JS DOM - 01.01 - DOM

Manipulating DOM with JavaScript

Document Object Model (DOM)

DOM Living Standard.
The DOM represents all page content that can be modified.
The document object is the main “entry point” to the page. We can change or create anything on the page using it.

document.body.style.background = "red";

setTimeout( () => document.body.style.background = "", 1000);
// change the style back after 1 second.   "red" became ""

The browser builds up a model of the HTML document’s structure and uses this model to draw the page on the screen. This representation of the document’s structure that can be read or modified. It is a live data structure: when it’s modified, the page on the screen is updated to reflect the changes.

HTML is a set of boxes, For each box there is an object we can interact with to find out things such as what HTML tag it represents and which boxes and text it contains.
This representation is DOM.

DOM is tree like representation of contents of a webpage - a tree of “nodes” of different relationships depending on how they are arranged in the HTML document.

Browser Object Model (BOM)

The Browser Object Model (BOM) represents additional objects provided by the browser (host environment) for working with everything except the document.
The functions alert/confirm/prompt are also a part of the BOM: they are not directly related to the document, but represent pure browser methods for communicating with the user.
The BOM is a part of the general HTML specification.

Browser functions: setTimeoutalertlocation and so on.
navigator.userAgent – about the current browser, and navigator.platform – about the platform (can help to differentiate between Windows/Linux/Mac etc).


DOM tree

In DOM every HTML tag is an object.
Nested tags are “children” of the enclosing one.
The text inside a tag is an object as well.

The DOM represents HTML as a tree structure of tags, every tree node is an object.

Tags are element nodes (or just elements) and for the tree structure.
<html> is at the root, then <head> and <body> are its children.

The text inside elements form text nodes labeled as #text. It contains only string, it will not have children so always forms the leaf of the tree.

There are 12 node types. In practice we usually work with 4 of them:

  1. document – the “entry point” into DOM.
  2. element nodes – HTML-tags, the tree building blocks.
  3. text nodes – contain text.
  4. comments – sometimes we can put information there, it won’t be shown, but JS can read it from the DOM.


» Task goal: From the line containing "Task: Click on the span: Chat" down to the last line of the material, return those lines verbatim and only those.

==== Supplied entries ====

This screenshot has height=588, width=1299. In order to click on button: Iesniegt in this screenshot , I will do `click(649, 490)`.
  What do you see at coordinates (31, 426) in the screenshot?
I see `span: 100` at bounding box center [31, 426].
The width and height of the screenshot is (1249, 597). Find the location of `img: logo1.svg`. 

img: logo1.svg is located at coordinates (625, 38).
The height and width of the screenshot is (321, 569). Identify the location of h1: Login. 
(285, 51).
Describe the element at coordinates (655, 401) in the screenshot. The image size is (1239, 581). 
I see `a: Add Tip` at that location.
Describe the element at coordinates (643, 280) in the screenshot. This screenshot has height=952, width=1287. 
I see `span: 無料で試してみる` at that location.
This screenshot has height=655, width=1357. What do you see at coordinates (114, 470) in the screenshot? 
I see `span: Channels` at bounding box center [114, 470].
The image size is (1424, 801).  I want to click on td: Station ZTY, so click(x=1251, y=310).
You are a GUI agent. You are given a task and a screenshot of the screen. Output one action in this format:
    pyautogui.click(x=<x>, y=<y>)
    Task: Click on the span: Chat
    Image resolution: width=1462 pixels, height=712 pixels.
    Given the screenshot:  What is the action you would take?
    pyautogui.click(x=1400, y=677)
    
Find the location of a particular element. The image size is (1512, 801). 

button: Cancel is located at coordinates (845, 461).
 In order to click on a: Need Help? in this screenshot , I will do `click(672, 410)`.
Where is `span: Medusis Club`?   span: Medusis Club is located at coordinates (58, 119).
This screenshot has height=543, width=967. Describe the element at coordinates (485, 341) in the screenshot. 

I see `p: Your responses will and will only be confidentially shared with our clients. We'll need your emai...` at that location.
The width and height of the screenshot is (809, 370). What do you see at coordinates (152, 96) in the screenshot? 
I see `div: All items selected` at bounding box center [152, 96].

====

» Exercise answer:
    Task: Click on the span: Chat
    Image resolution: width=1462 pixels, height=712 pixels.
    Given the screenshot:  What is the action you would take?
    pyautogui.click(x=1400, y=677)
    
Find the location of a particular element. The image size is (1512, 801). 

button: Cancel is located at coordinates (845, 461).
 In order to click on a: Need Help? in this screenshot , I will do `click(672, 410)`.
Where is `span: Medusis Club`?   span: Medusis Club is located at coordinates (58, 119).
This screenshot has height=543, width=967. Describe the element at coordinates (485, 341) in the screenshot. 

I see `p: Your responses will and will only be confidentially shared with our clients. We'll need your emai...` at that location.
The width and height of the screenshot is (809, 370). What do you see at coordinates (152, 96) in the screenshot? 
I see `div: All items selected` at bounding box center [152, 96].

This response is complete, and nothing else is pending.